Tuesday, November 2, 2010

"It's better to take a chance and be wrong than to be safe and dull." - Nikki Giovanni

Nikki Giovanni - teacher, commentator, activist, comedian, poet. What more could Giovanni be? To me, Giovanni is an inspiration. She is so influential to not only the students she teaches at Virginia Tech but also her children and the many people that believed in her "Black Poetry."

I think that my favorite poem written by Nikki Giovanni would be Nikki-Rose because it is so meaningful and well-thought out. You know, when I think about the history and the lives the African Americans lived in the 1900s, I imagine that they weren't happy because they didn't have equality. However, when I read Giovanni's poem, I get a different sense of what life was like at the time. In the beginning, Giovanni says, "childhood remembrances are always a drag" and names a few irritating things she had to put up with. As the poem progresses, she names several things that are often not though about past the issues of Civil Rights.

Although the struggle to gain equality for African Americans was not pleasant and was something that we could have gone without, it is reassuring to know that Black people during this time period continued to live their lives normally. I think Giovanni understands that White people do not normally understand this when she says, "I really hope no white person ever has cause/to write about me/ because they never understand/Black love is Black wealth and they'll/probably talk about my hard childhood/and never understand that/all the while I was quite happy."

I love Giovanni for so many reasons, but this would have to be my favorite. Rather than dwelling on the hardships she had to go through in order to gain equality, she tries to explain that through it all, she was sincerely happy. Nikki Giovanni often wrote her poems about her heritage and race which was important as she grew up in Knoxville, Tennessee (she even wrote a poem about her hometown). Her childhood influenced her poetry significantly and I can see that through this poem. Although her father and her family may have had some broken dreams, she didn't have to have the fancier things in life to be simply happy

Find happiness in the small things, don't dwell on the things that hold you back, keep pushing forward, no matter what - those are only some of the many things I've learned from Nikki Giovanni.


* Task *
Reproduce all the records word for word. Omit images.

Stored items:
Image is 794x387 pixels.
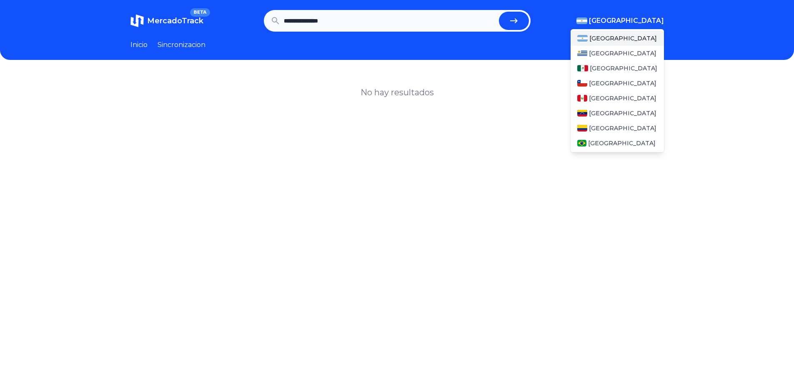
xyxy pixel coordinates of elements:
[130,14,144,27] img: MercadoTrack
[577,50,587,57] img: Uruguay
[589,109,656,117] span: [GEOGRAPHIC_DATA]
[589,94,656,102] span: [GEOGRAPHIC_DATA]
[570,61,664,76] a: Mexico[GEOGRAPHIC_DATA]
[157,40,205,50] a: Sincronizacion
[570,136,664,151] a: Brasil[GEOGRAPHIC_DATA]
[589,49,656,57] span: [GEOGRAPHIC_DATA]
[577,95,587,102] img: Peru
[570,121,664,136] a: Colombia[GEOGRAPHIC_DATA]
[577,35,588,42] img: Argentina
[570,76,664,91] a: Chile[GEOGRAPHIC_DATA]
[577,140,587,147] img: Brasil
[589,124,656,132] span: [GEOGRAPHIC_DATA]
[570,106,664,121] a: Venezuela[GEOGRAPHIC_DATA]
[577,65,588,72] img: Mexico
[570,31,664,46] a: Argentina[GEOGRAPHIC_DATA]
[577,80,587,87] img: Chile
[570,91,664,106] a: Peru[GEOGRAPHIC_DATA]
[147,16,203,25] span: MercadoTrack
[190,8,210,17] span: BETA
[570,46,664,61] a: Uruguay[GEOGRAPHIC_DATA]
[576,16,664,26] button: [GEOGRAPHIC_DATA]
[576,17,587,24] img: Argentina
[577,125,587,132] img: Colombia
[130,40,147,50] a: Inicio
[589,79,656,87] span: [GEOGRAPHIC_DATA]
[589,34,656,42] span: [GEOGRAPHIC_DATA]
[577,110,587,117] img: Venezuela
[130,14,203,27] a: MercadoTrackBETA
[589,64,657,72] span: [GEOGRAPHIC_DATA]
[588,139,655,147] span: [GEOGRAPHIC_DATA]
[589,16,664,26] span: [GEOGRAPHIC_DATA]
[360,87,434,98] h1: No hay resultados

* Completed task *
Image is 794x387 pixels.
xyxy pixel coordinates of elements:
[130,14,144,27] img: MercadoTrack
[577,50,587,57] img: Uruguay
[589,109,656,117] span: [GEOGRAPHIC_DATA]
[589,94,656,102] span: [GEOGRAPHIC_DATA]
[570,61,664,76] a: Mexico[GEOGRAPHIC_DATA]
[157,40,205,50] a: Sincronizacion
[570,136,664,151] a: Brasil[GEOGRAPHIC_DATA]
[589,49,656,57] span: [GEOGRAPHIC_DATA]
[577,95,587,102] img: Peru
[570,121,664,136] a: Colombia[GEOGRAPHIC_DATA]
[577,35,588,42] img: Argentina
[570,76,664,91] a: Chile[GEOGRAPHIC_DATA]
[577,140,587,147] img: Brasil
[589,124,656,132] span: [GEOGRAPHIC_DATA]
[570,106,664,121] a: Venezuela[GEOGRAPHIC_DATA]
[577,65,588,72] img: Mexico
[570,31,664,46] a: Argentina[GEOGRAPHIC_DATA]
[577,80,587,87] img: Chile
[570,91,664,106] a: Peru[GEOGRAPHIC_DATA]
[147,16,203,25] span: MercadoTrack
[190,8,210,17] span: BETA
[570,46,664,61] a: Uruguay[GEOGRAPHIC_DATA]
[576,16,664,26] button: [GEOGRAPHIC_DATA]
[576,17,587,24] img: Argentina
[577,125,587,132] img: Colombia
[130,40,147,50] a: Inicio
[589,79,656,87] span: [GEOGRAPHIC_DATA]
[589,34,656,42] span: [GEOGRAPHIC_DATA]
[577,110,587,117] img: Venezuela
[130,14,203,27] a: MercadoTrackBETA
[589,64,657,72] span: [GEOGRAPHIC_DATA]
[588,139,655,147] span: [GEOGRAPHIC_DATA]
[589,16,664,26] span: [GEOGRAPHIC_DATA]
[360,87,434,98] h1: No hay resultados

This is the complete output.